Ellison to pay US$122 million in settlement

Software mogul Larry Ellison has agreed to pay US$122 million in a revised settlement with Oracle shareholders, the terms of which were approved on Tuesday by a California judge.

The suit, filed in 2001 by a group of shareholders, charged that Ellison, chief executive of Oracle, and Jeff Henley, the company's chief financial officer at the time, sold shares while knowing the company would soon report an earnings shortfall.

Ellison offered in September to settle the case with US$100 million in charitable donations and without admitting wrongdoing.
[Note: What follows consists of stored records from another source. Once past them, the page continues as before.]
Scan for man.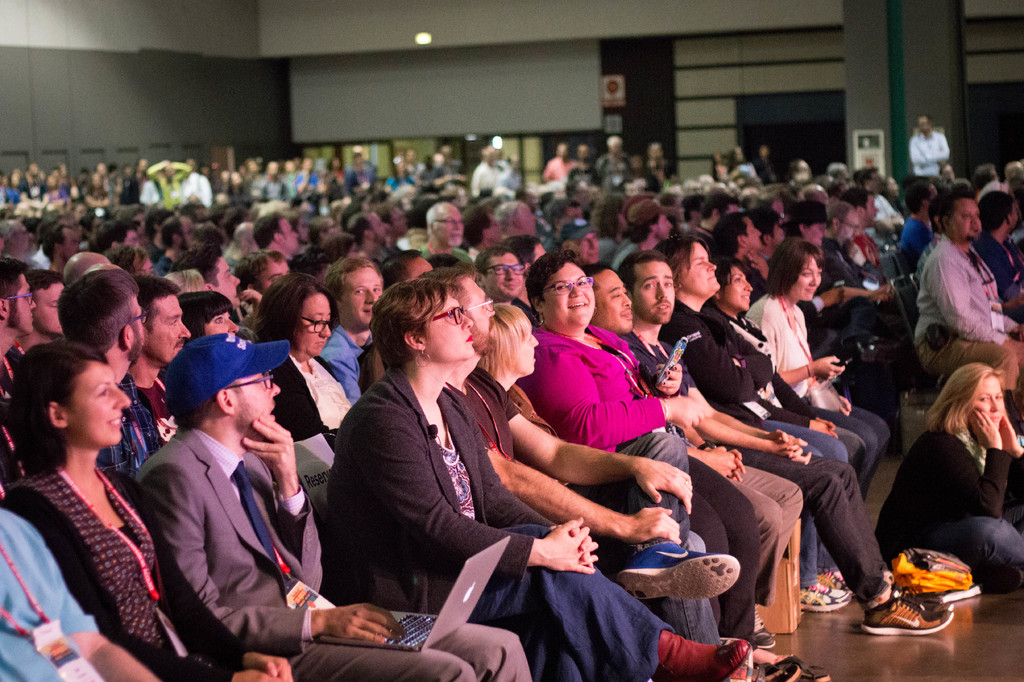
Scan result: [x1=129, y1=330, x2=530, y2=681].
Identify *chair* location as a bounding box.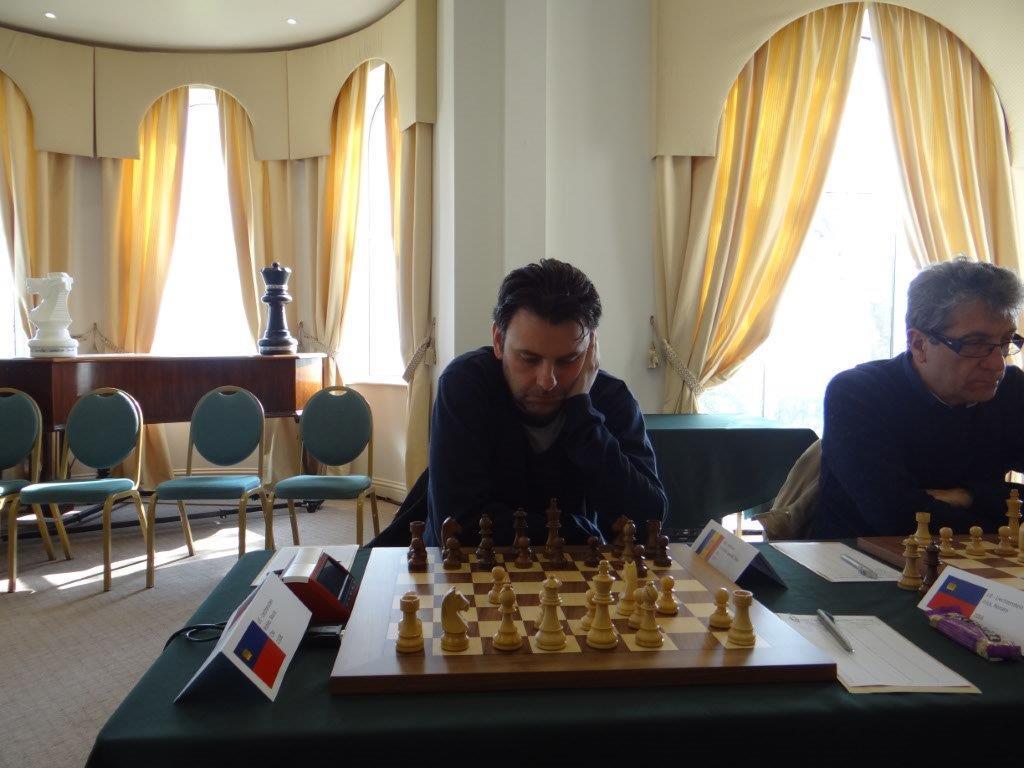
(left=10, top=387, right=146, bottom=594).
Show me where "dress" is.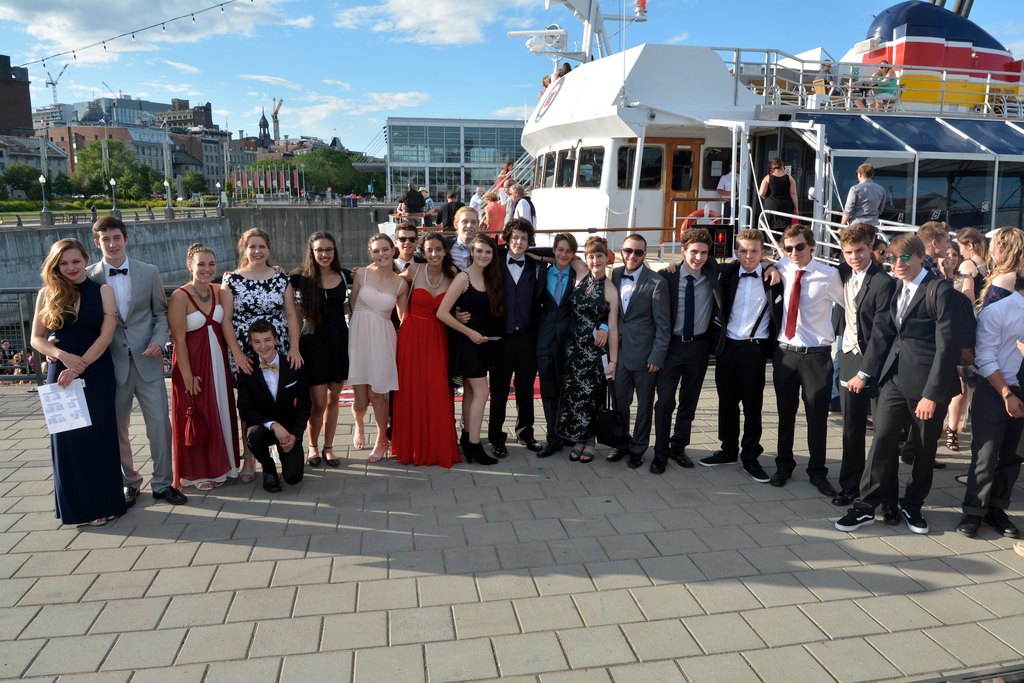
"dress" is at bbox=(446, 272, 488, 375).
But a California judge declined to approve the proposed settlement because it called for Oracle to pay US$24 million in lawyers' fees, saddling shareholders with extra costs.

The terms of the new, approved settlement leave the US$100 million payment to charities intact while requiring Ellison to pay US$22 million in legal fees.

"This provision makes an excellent settlement even better," Joseph Tabacco, the attorney who brought the case, said in a statement.

The charity payments are an unusual way to settle such a case. Typically, settlement payments would go directly to the company, in this case Oracle. "But with Mr. Ellison owning a quarter of Oracle's stock, much of such a direct payment, in effect, would have gone to him," Tabacco continued in a statement.

"That is one key reason why it made sense to structure the payment from Mr. Ellison in the form of charitable contributions in Oracle's name, enabling the company to accrue goodwill without a large chunk of the payments flowing back to Mr. Ellison," he said.

Under the settlement, Ellison will choose the charities that receive donations in Oracle's name under the approval of Oracle's board. He has five years to distribute the money.

Tabacco called the size of the settlement "unprecedented." Yet it's a minor dent in Ellison's personal fortune of US$17 billion, which recently landed him the No. 5 spot on Forbes magazine's list of the wealthiest people in the country.